The jubilant time comes to marry off the girl. It’s usually the prospective boy’s family who do the searching. The mother, sisters, and aunts join in and go to different homes and take a peek at the bride. They also do a little research on the side. “What is the reputation of that family?” they ask of the neighbors. “Do you think she is a well-behaved girl?” they ask the servant.
The prospective family looks for two main features: fair skin and honor. Often with abundant choice, dark-skinned girls are rejected immediately. Ultimately, public reputation is what matters. A girl has little to no choice in choosing her husband. It’s the families that decide.
The girl is now a woman. She is married and her job is to provide the husband with an heir. She is unfortunate to have a husband who is the oldest in his family. That implies that her mother-in-law lives with them. Such is the life of an average Pakistani woman.
Her husband gets a job in Saudi Arabia. He can only take his wife. She is elated. The husband spends most of the day in the workplace. After a few weeks in Saudi Arabia, she feels lonely. She doesn’t speak much Arabic. Even if she did, she couldn’t go out alone in Saudi Arabia. She must have a male companion with her. Her husband is the only male she knows in Saudi Arabia and he is tired after work. Thus, she spends entire weekdays indoors. She leaves the TV on to keep her company. Only on weekends does she get a merciful respite in the desert while covered in the black abaya.
A few months pass and she gives birth to their first daughter. Her life is now about taking care of the little angel. Two years later, she gives birth to another daughter, and her joy multiplies. Then unfortunate news comes from Pakistan. Her mother has passed away. She can’t go alone with the daughters to Pakistan. By Saudi law, she needs a male companion. She pleads with her husband to come with her. He can’t. Too much work at the office. The small window of time closes. She mourns alone and has no choice but to accept his harsh and inconsiderate judgment.
The next five years provide her with two more daughters. After the birth of their fourth daughter, his job in Saudi Arabia is done. All six of them go home. The mother-in-law is unhappy with the absence of grandsons. Then, good news comes as she is pregnant again. The mother-in-law arranges for a visit to the hospital. Modern technology can determine the sex of the unborn. The new child will be a female.

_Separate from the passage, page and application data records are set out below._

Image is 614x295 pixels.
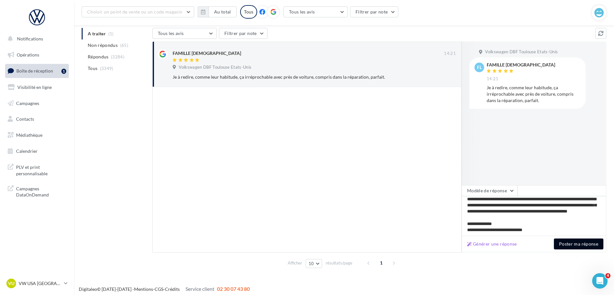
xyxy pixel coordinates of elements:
span: VU [8,281,14,287]
a: Opérations [4,48,70,62]
a: Mentions [134,287,153,292]
span: 14:21 [487,76,499,82]
span: PLV et print personnalisable [16,163,66,177]
span: Campagnes DataOnDemand [16,185,66,198]
button: Générer une réponse [465,241,520,248]
span: Tous les avis [289,9,315,14]
div: FAMILLE [DEMOGRAPHIC_DATA] [487,63,555,67]
span: Opérations [17,52,39,58]
span: Volkswagen DBF Toulouse Etats-Unis [179,65,251,70]
button: Tous les avis [152,28,217,39]
button: Modèle de réponse [462,186,518,196]
a: PLV et print personnalisable [4,160,70,179]
span: Notifications [17,36,43,41]
a: Digitaleo [79,287,97,292]
a: Visibilité en ligne [4,81,70,94]
span: Médiathèque [16,132,42,138]
span: 1 [376,258,386,268]
span: Répondus [88,54,109,60]
button: Au total [209,6,237,17]
div: Tous [240,5,257,19]
button: Au total [198,6,237,17]
a: Médiathèque [4,129,70,142]
button: Notifications [4,32,68,46]
div: Je à redire, comme leur habitude, ça irréprochable avec près de voiture, compris dans la réparati... [487,85,581,104]
a: Boîte de réception1 [4,64,70,78]
div: Je à redire, comme leur habitude, ça irréprochable avec près de voiture, compris dans la réparati... [173,74,414,80]
span: Volkswagen DBF Toulouse Etats-Unis [485,49,558,55]
button: 10 [306,259,322,268]
span: résultats/page [326,260,352,267]
a: CGS [155,287,163,292]
span: Campagnes [16,100,39,106]
span: Calendrier [16,149,38,154]
a: Contacts [4,113,70,126]
a: VU VW USA [GEOGRAPHIC_DATA] [5,278,69,290]
span: Tous les avis [158,31,184,36]
span: 10 [309,261,314,267]
span: (3284) [111,54,124,59]
button: Poster ma réponse [554,239,604,250]
span: FL [477,64,482,71]
button: Choisir un point de vente ou un code magasin [82,6,194,17]
span: Service client [186,286,214,292]
div: 1 [61,69,66,74]
span: Visibilité en ligne [17,85,52,90]
span: © [DATE]-[DATE] - - - [79,287,250,292]
p: VW USA [GEOGRAPHIC_DATA] [19,281,61,287]
div: FAMILLE [DEMOGRAPHIC_DATA] [173,50,241,57]
a: Campagnes [4,97,70,110]
span: 14:21 [444,51,456,57]
button: Filtrer par note [219,28,268,39]
span: Contacts [16,116,34,122]
button: Tous les avis [284,6,348,17]
iframe: Intercom live chat [592,274,608,289]
span: (3349) [100,66,114,71]
a: Calendrier [4,145,70,158]
span: Non répondus [88,42,118,49]
span: (65) [120,43,128,48]
button: Filtrer par note [350,6,399,17]
a: Crédits [165,287,180,292]
span: 02 30 07 43 80 [217,286,250,292]
span: 4 [605,274,611,279]
span: Choisir un point de vente ou un code magasin [87,9,182,14]
span: Afficher [288,260,302,267]
span: Boîte de réception [16,68,53,74]
span: Tous [88,65,97,72]
a: Campagnes DataOnDemand [4,182,70,201]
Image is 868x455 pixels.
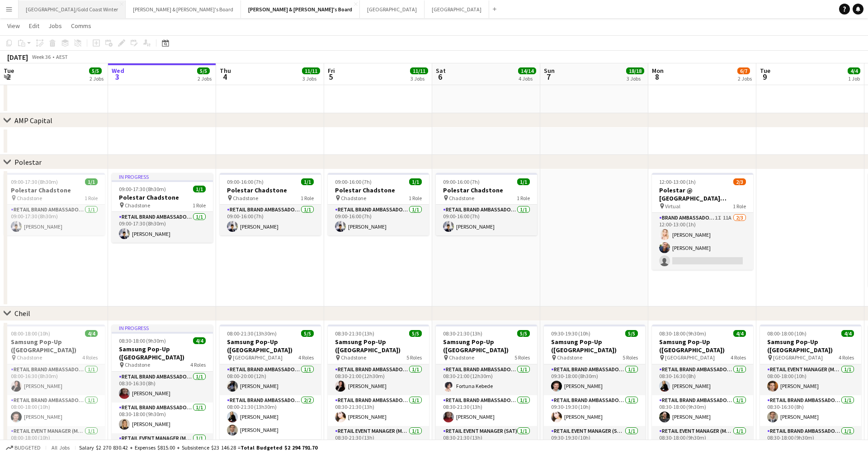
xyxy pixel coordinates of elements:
[17,194,42,201] span: Chadstone
[14,444,41,450] span: Budgeted
[341,354,366,361] span: Chadstone
[760,337,861,354] h3: Samsung Pop-Up ([GEOGRAPHIC_DATA])
[241,1,360,18] button: [PERSON_NAME] & [PERSON_NAME]'s Board
[449,354,474,361] span: Chadstone
[48,22,62,30] span: Jobs
[443,178,479,185] span: 09:00-16:00 (7h)
[90,75,103,82] div: 2 Jobs
[544,364,645,395] app-card-role: RETAIL Brand Ambassador ([DATE])1/109:30-18:00 (8h30m)[PERSON_NAME]
[219,172,321,236] app-job-card: 09:00-16:00 (7h)1/1Polestar Chadstone Chadstone1 RoleRETAIL Brand Ambassador (Mon - Fri)1/109:00-...
[241,444,317,450] span: Total Budgeted $2 294 791.70
[227,330,277,337] span: 08:00-21:30 (13h30m)
[79,444,317,450] div: Salary $2 270 830.42 + Expenses $815.00 + Subsistence $23 146.28 =
[3,172,104,236] app-job-card: 09:00-17:30 (8h30m)1/1Polestar Chadstone Chadstone1 RoleRETAIL Brand Ambassador (Mon - Fri)1/109:...
[119,337,166,344] span: 08:30-18:00 (9h30m)
[335,178,371,185] span: 09:00-16:00 (7h)
[360,1,424,18] button: [GEOGRAPHIC_DATA]
[67,20,95,32] a: Comms
[111,325,212,331] div: In progress
[3,395,104,426] app-card-role: RETAIL Brand Ambassador (Mon - Fri)1/108:00-18:00 (10h)[PERSON_NAME]
[327,337,429,354] h3: Samsung Pop-Up ([GEOGRAPHIC_DATA])
[71,22,91,30] span: Comms
[410,75,428,82] div: 3 Jobs
[733,203,746,210] span: 1 Role
[449,194,474,201] span: Chadstone
[56,53,68,60] div: AEST
[7,53,28,61] div: [DATE]
[518,67,536,74] span: 14/14
[517,194,529,201] span: 1 Role
[219,67,231,75] span: Thu
[434,72,445,82] span: 6
[652,364,753,395] app-card-role: RETAIL Brand Ambassador (Mon - Fri)1/108:30-16:30 (8h)[PERSON_NAME]
[111,402,212,433] app-card-role: RETAIL Brand Ambassador (Mon - Fri)1/108:30-18:00 (9h30m)[PERSON_NAME]
[193,337,206,344] span: 4/4
[327,364,429,395] app-card-role: RETAIL Brand Ambassador (Mon - Fri)1/108:30-21:00 (12h30m)[PERSON_NAME]
[435,172,537,236] app-job-card: 09:00-16:00 (7h)1/1Polestar Chadstone Chadstone1 RoleRETAIL Brand Ambassador ([DATE])1/109:00-16:...
[45,20,65,32] a: Jobs
[665,203,680,210] span: Virtual
[7,22,20,30] span: View
[3,364,104,395] app-card-role: RETAIL Brand Ambassador (Mon - Fri)1/108:00-16:30 (8h30m)[PERSON_NAME]
[219,395,321,439] app-card-role: RETAIL Brand Ambassador (Mon - Fri)2/208:00-21:30 (13h30m)[PERSON_NAME][PERSON_NAME]
[327,172,429,236] app-job-card: 09:00-16:00 (7h)1/1Polestar Chadstone Chadstone1 RoleRETAIL Brand Ambassador (Mon - Fri)1/109:00-...
[326,72,335,82] span: 5
[658,330,706,337] span: 08:30-18:00 (9h30m)
[111,67,124,75] span: Wed
[219,337,321,354] h3: Samsung Pop-Up ([GEOGRAPHIC_DATA])
[227,178,264,185] span: 09:00-16:00 (7h)
[125,361,150,368] span: Chadstone
[622,354,637,361] span: 5 Roles
[111,172,212,180] div: In progress
[335,330,374,337] span: 08:30-21:30 (13h)
[652,67,663,75] span: Mon
[665,354,715,361] span: [GEOGRAPHIC_DATA]
[3,186,104,194] h3: Polestar Chadstone
[233,354,282,361] span: [GEOGRAPHIC_DATA]
[327,395,429,426] app-card-role: RETAIL Brand Ambassador (Mon - Fri)1/108:30-21:30 (13h)[PERSON_NAME]
[82,354,98,361] span: 4 Roles
[557,354,582,361] span: Chadstone
[110,72,124,82] span: 3
[119,186,166,192] span: 09:00-17:30 (8h30m)
[658,178,696,185] span: 12:00-13:00 (1h)
[17,354,42,361] span: Chadstone
[626,67,644,74] span: 18/18
[192,202,206,209] span: 1 Role
[233,194,258,201] span: Chadstone
[197,67,210,74] span: 5/5
[733,178,746,185] span: 2/3
[301,67,320,74] span: 11/11
[18,1,126,18] button: [GEOGRAPHIC_DATA]/Gold Coast Winter
[767,330,807,337] span: 08:00-18:00 (10h)
[652,186,753,202] h3: Polestar @ [GEOGRAPHIC_DATA] Contemporary - BRIEFING CALL
[435,205,537,236] app-card-role: RETAIL Brand Ambassador ([DATE])1/109:00-16:00 (7h)[PERSON_NAME]
[85,178,98,185] span: 1/1
[626,75,644,82] div: 3 Jobs
[327,67,335,75] span: Fri
[409,178,421,185] span: 1/1
[838,354,854,361] span: 4 Roles
[302,75,320,82] div: 3 Jobs
[518,75,536,82] div: 4 Jobs
[85,330,98,337] span: 4/4
[3,337,104,354] h3: Samsung Pop-Up ([GEOGRAPHIC_DATA])
[406,354,421,361] span: 5 Roles
[327,205,429,236] app-card-role: RETAIL Brand Ambassador (Mon - Fri)1/109:00-16:00 (7h)[PERSON_NAME]
[327,186,429,194] h3: Polestar Chadstone
[14,157,41,167] div: Polestar
[409,194,421,201] span: 1 Role
[50,444,72,450] span: All jobs
[301,330,313,337] span: 5/5
[517,330,529,337] span: 5/5
[25,20,43,32] a: Edit
[5,443,42,453] button: Budgeted
[299,354,313,361] span: 4 Roles
[435,395,537,426] app-card-role: RETAIL Brand Ambassador ([DATE])1/108:30-21:30 (13h)[PERSON_NAME]
[219,205,321,236] app-card-role: RETAIL Brand Ambassador (Mon - Fri)1/109:00-16:00 (7h)[PERSON_NAME]
[652,172,753,269] div: 12:00-13:00 (1h)2/3Polestar @ [GEOGRAPHIC_DATA] Contemporary - BRIEFING CALL Virtual1 RoleBrand A...
[84,194,98,201] span: 1 Role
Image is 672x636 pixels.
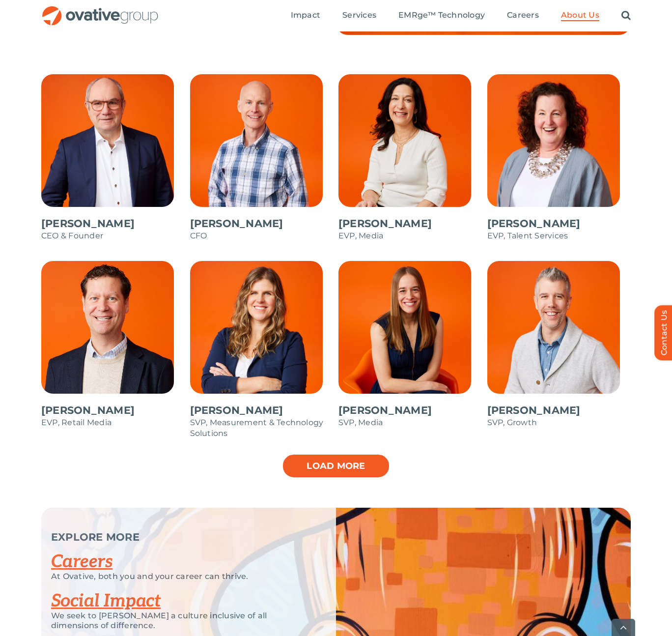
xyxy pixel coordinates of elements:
a: Load more [282,454,390,478]
p: We seek to [PERSON_NAME] a culture inclusive of all dimensions of difference. [51,611,311,631]
a: Services [343,10,376,21]
p: At Ovative, both you and your career can thrive. [51,571,311,581]
a: About Us [561,10,599,21]
a: Careers [51,550,113,572]
span: Impact [290,10,320,20]
span: EMRge™ Technology [399,10,484,20]
a: Careers [507,10,539,21]
span: Services [343,10,376,20]
a: OG_Full_horizontal_RGB [41,5,159,14]
a: Impact [290,10,320,21]
a: Social Impact [51,590,161,612]
p: EXPLORE MORE [51,532,311,542]
span: Careers [507,10,539,20]
a: EMRge™ Technology [399,10,484,21]
span: About Us [561,10,599,20]
a: Search [621,10,631,21]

Under pressure, she aborts her. She feels sorrow and guilt. Few months later, she is pregnant again. Her sorrow diminishes. But once again, she has to abort the unborn girl.
The mother-in-law has had enough. She tells her son to get a second wife since the present one is barren. The first wife understands. The family must have a son. She is treated nicely and her husband has enough money for a second wife. Why not? Her husband fulfills his mother’s wishes. He now spends practically all his time with the new wife. The first wife spends her time with her daughters. Her task is now to raise each one as an honorable woman. Just like her.
Contents
Jun 06, 2005
Final Update: You can view all my "heavy" posts on one page by clicking here. I often submit them to FFI and Western Resistance as well.
Cruel Affection
Faith Freedom International: Cruel Affection
Islam Watch: Cruel Affection
What Doesn't Offend the Muslims
Faith Freedom International:
What Doesn't Offend the Muslims
Islam Watch:
What Doesn't Offend the Muslims
What Muslims Learn
Faith Freedom International: What Muslims Learn
Western Resistance: A Window Into the World of Learning: Saudi Arabia
Islam Watch: What Muslims Learn
How Islam Treats the Dead
Faith Freedom International: How Islam Treats the Dead
Western Resistance: How Islam Treats the Dead
Cold
Faith Freedom International: The Perversion of History
IX . XI
Faith Freedom International: Musings of a Murtad
The following four essays detail my personal and ideological journey through four countries: Pakistan, Saudi Arabia, the US, and Canada. If I could recommend only one essay, it would be the third one.
1.0. In Darkness
2.0. The Land of Trinity
3.0. IX . XI
4.0. In Delirium
Think of these posts as "deleted scenes" from the above four essays:
1.1. Honor in Slavery
1.2. The Ideal Life
2.1. Pesky Questions
2.2. Cold
In Darkness
Jun 06, 2005
[1 of 4]
My father had brought enough for all of us. My siblings were playing around with them and putting them on. At the time, they looked quite funny on our faces. Even my father had an uncomfortable grin. Today, looking back, the gas masks don’t provide much humor.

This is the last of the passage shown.